Prevention precedes care
Today's healthcare system is too complex and elaborate. If we measure it by the share size of the system – number of hospitals, huge population it caters to, layered procedures of testing, diagnosis, consultation and follow up - it is enormous. And if we factor in the ever growing research and the resultant changes in the healthcare delivery, it becomes a dizzying picture. While it has given us better and more effective care for disease, it has come with its own negative side. The pressure it has brought to the economic side of individuals and families is devastating.
We have many stories where the disease didn't prove as fatal as the drain of resources it entailed. Ideally, the healthcare should be the exclusive domain of the government, but in our part of the world the government doesn't have the required capacity to cover all people, and provide the services bearing all costs itself. One must not undermine the government's initiative to provide basic insurance cover to all families, but the kind of costs that are now involved in getting he tests done, it goes well beyond the cover provided in that insurance scheme.
The government hospitals, despite having good infrastructure cannot accommodate all. It is beyond their capacity to treat all. In this scenario, we need a private sector. The emergence of private health sector is a mixed bag. While it compliments the government healthcare infrastructure and services, it sets in a dynamic where the economic health of people takes a hit.
Till the time we have a general, large scale improvement in our economy, so that most people can afford private services, or till the time health insurance presence in our society becomes wide and deep, we will have the stories of ruin. One thing that can be a game changer in this situation, and otherwise also, is the preventive healthcare.
If the government, with all its relvant departments, upscale the activities in this regard, we can really make a difference. If awareness campaigns around food habits, life style, early detection and conservative treatment are scaled up, its impact in some time can be grand. That is the easiest, and the best way, to improve healthcare in any population. It costs less, and it offers more.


Work instruction
Each line in the records below that has the word "State" should be copied.

=====

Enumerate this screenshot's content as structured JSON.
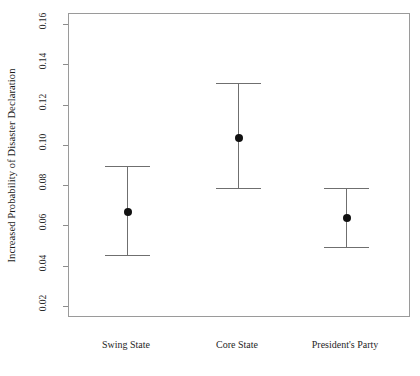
{
  "chart_data": {
    "type": "scatter",
    "title": "",
    "xlabel": "",
    "ylabel": "Increased Probability of Disaster Declaration",
    "categories": [
      "Swing State",
      "Core State",
      "President's Party"
    ],
    "values": [
      0.067,
      0.104,
      0.064
    ],
    "ci_lower": [
      0.046,
      0.079,
      0.05
    ],
    "ci_upper": [
      0.09,
      0.131,
      0.079
    ],
    "ylim": [
      0.0145,
      0.1655
    ],
    "yticks": [
      0.02,
      0.04,
      0.06,
      0.08,
      0.1,
      0.12,
      0.14,
      0.16
    ],
    "ytick_labels": [
      "0.02",
      "0.04",
      "0.06",
      "0.08",
      "0.10",
      "0.12",
      "0.14",
      "0.16"
    ],
    "grid": false,
    "legend": null,
    "series": [
      {
        "name": "Estimate with 95% confidence interval",
        "points": [
          {
            "category": "Swing State",
            "value": 0.067,
            "low": 0.046,
            "high": 0.09
          },
          {
            "category": "Core State",
            "value": 0.104,
            "low": 0.079,
            "high": 0.131
          },
          {
            "category": "President's Party",
            "value": 0.064,
            "low": 0.05,
            "high": 0.079
          }
        ]
      }
    ],
    "colors": {
      "point": "#111111",
      "errorbar": "#6f6f6f",
      "frame": "#9a9a9a",
      "background": "#ffffff",
      "text": "#1a1a1a"
    }
  }
}
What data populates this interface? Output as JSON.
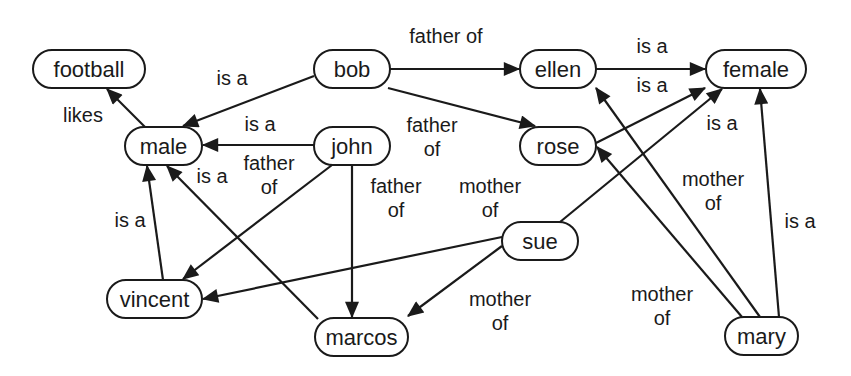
{
  "diagram": {
    "type": "semantic-network",
    "nodes": [
      {
        "id": "football",
        "label": "football",
        "x": 33,
        "y": 50,
        "w": 112,
        "h": 38
      },
      {
        "id": "male",
        "label": "male",
        "x": 125,
        "y": 127,
        "w": 77,
        "h": 38
      },
      {
        "id": "bob",
        "label": "bob",
        "x": 314,
        "y": 50,
        "w": 76,
        "h": 38
      },
      {
        "id": "john",
        "label": "john",
        "x": 314,
        "y": 127,
        "w": 76,
        "h": 38
      },
      {
        "id": "ellen",
        "label": "ellen",
        "x": 520,
        "y": 50,
        "w": 76,
        "h": 38
      },
      {
        "id": "rose",
        "label": "rose",
        "x": 520,
        "y": 127,
        "w": 76,
        "h": 38
      },
      {
        "id": "female",
        "label": "female",
        "x": 706,
        "y": 50,
        "w": 100,
        "h": 38
      },
      {
        "id": "vincent",
        "label": "vincent",
        "x": 107,
        "y": 280,
        "w": 95,
        "h": 38
      },
      {
        "id": "marcos",
        "label": "marcos",
        "x": 315,
        "y": 318,
        "w": 93,
        "h": 38
      },
      {
        "id": "sue",
        "label": "sue",
        "x": 502,
        "y": 222,
        "w": 76,
        "h": 38
      },
      {
        "id": "mary",
        "label": "mary",
        "x": 725,
        "y": 317,
        "w": 73,
        "h": 38
      }
    ],
    "edges": [
      {
        "from": "male",
        "to": "football",
        "label": "likes",
        "x1": 145,
        "y1": 127,
        "x2": 107,
        "y2": 89
      },
      {
        "from": "bob",
        "to": "male",
        "label": "is a",
        "x1": 314,
        "y1": 76,
        "x2": 183,
        "y2": 126
      },
      {
        "from": "bob",
        "to": "ellen",
        "label": "father of",
        "x1": 390,
        "y1": 69,
        "x2": 519,
        "y2": 69
      },
      {
        "from": "bob",
        "to": "rose",
        "label": "father of",
        "x1": 388,
        "y1": 88,
        "x2": 535,
        "y2": 126
      },
      {
        "from": "ellen",
        "to": "female",
        "label": "is a",
        "x1": 596,
        "y1": 69,
        "x2": 705,
        "y2": 69
      },
      {
        "from": "rose",
        "to": "female",
        "label": "is a",
        "x1": 596,
        "y1": 143,
        "x2": 705,
        "y2": 88
      },
      {
        "from": "sue",
        "to": "female",
        "label": "is a",
        "x1": 560,
        "y1": 222,
        "x2": 722,
        "y2": 89
      },
      {
        "from": "mary",
        "to": "female",
        "label": "is a",
        "x1": 779,
        "y1": 317,
        "x2": 760,
        "y2": 89
      },
      {
        "from": "john",
        "to": "male",
        "label": "is a",
        "x1": 314,
        "y1": 145,
        "x2": 203,
        "y2": 145
      },
      {
        "from": "john",
        "to": "vincent",
        "label": "father of",
        "x1": 332,
        "y1": 165,
        "x2": 183,
        "y2": 279
      },
      {
        "from": "john",
        "to": "marcos",
        "label": "father of",
        "x1": 352,
        "y1": 165,
        "x2": 352,
        "y2": 317
      },
      {
        "from": "vincent",
        "to": "male",
        "label": "is a",
        "x1": 163,
        "y1": 280,
        "x2": 147,
        "y2": 166
      },
      {
        "from": "marcos",
        "to": "male",
        "label": "is a",
        "x1": 318,
        "y1": 319,
        "x2": 167,
        "y2": 166
      },
      {
        "from": "sue",
        "to": "vincent",
        "label": "mother of",
        "x1": 502,
        "y1": 237,
        "x2": 203,
        "y2": 299
      },
      {
        "from": "sue",
        "to": "marcos",
        "label": "mother of",
        "x1": 502,
        "y1": 246,
        "x2": 408,
        "y2": 316
      },
      {
        "from": "mary",
        "to": "ellen",
        "label": "mother of",
        "x1": 760,
        "y1": 317,
        "x2": 596,
        "y2": 88
      },
      {
        "from": "mary",
        "to": "rose",
        "label": "mother of",
        "x1": 742,
        "y1": 317,
        "x2": 597,
        "y2": 147
      }
    ],
    "edge_labels": [
      {
        "text": "likes",
        "lines": [
          "likes"
        ],
        "x": 83,
        "y": 122
      },
      {
        "text": "is a",
        "lines": [
          "is a"
        ],
        "x": 232,
        "y": 85
      },
      {
        "text": "father of",
        "lines": [
          "father of"
        ],
        "x": 446,
        "y": 43
      },
      {
        "text": "is a",
        "lines": [
          "is a"
        ],
        "x": 652,
        "y": 53
      },
      {
        "text": "is a",
        "lines": [
          "is a"
        ],
        "x": 652,
        "y": 92
      },
      {
        "text": "is a",
        "lines": [
          "is a"
        ],
        "x": 260,
        "y": 131
      },
      {
        "text": "father of",
        "lines": [
          "father",
          "of"
        ],
        "x": 432,
        "y": 132
      },
      {
        "text": "is a",
        "lines": [
          "is a"
        ],
        "x": 722,
        "y": 130
      },
      {
        "text": "father of",
        "lines": [
          "father",
          "of"
        ],
        "x": 269,
        "y": 170
      },
      {
        "text": "is a",
        "lines": [
          "is a"
        ],
        "x": 212,
        "y": 183
      },
      {
        "text": "father of",
        "lines": [
          "father",
          "of"
        ],
        "x": 396,
        "y": 193
      },
      {
        "text": "mother of",
        "lines": [
          "mother",
          "of"
        ],
        "x": 490,
        "y": 193
      },
      {
        "text": "mother of",
        "lines": [
          "mother",
          "of"
        ],
        "x": 713,
        "y": 186
      },
      {
        "text": "is a",
        "lines": [
          "is a"
        ],
        "x": 130,
        "y": 227
      },
      {
        "text": "is a",
        "lines": [
          "is a"
        ],
        "x": 800,
        "y": 228
      },
      {
        "text": "mother of",
        "lines": [
          "mother",
          "of"
        ],
        "x": 500,
        "y": 306
      },
      {
        "text": "mother of",
        "lines": [
          "mother",
          "of"
        ],
        "x": 662,
        "y": 301
      }
    ],
    "colors": {
      "stroke": "#1a1a1a",
      "background": "#ffffff",
      "node_fill": "#ffffff"
    }
  }
}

=====

Response for this exercise
      "Swing State",
      "Core State",
            "category": "Swing State",
            "category": "Core State",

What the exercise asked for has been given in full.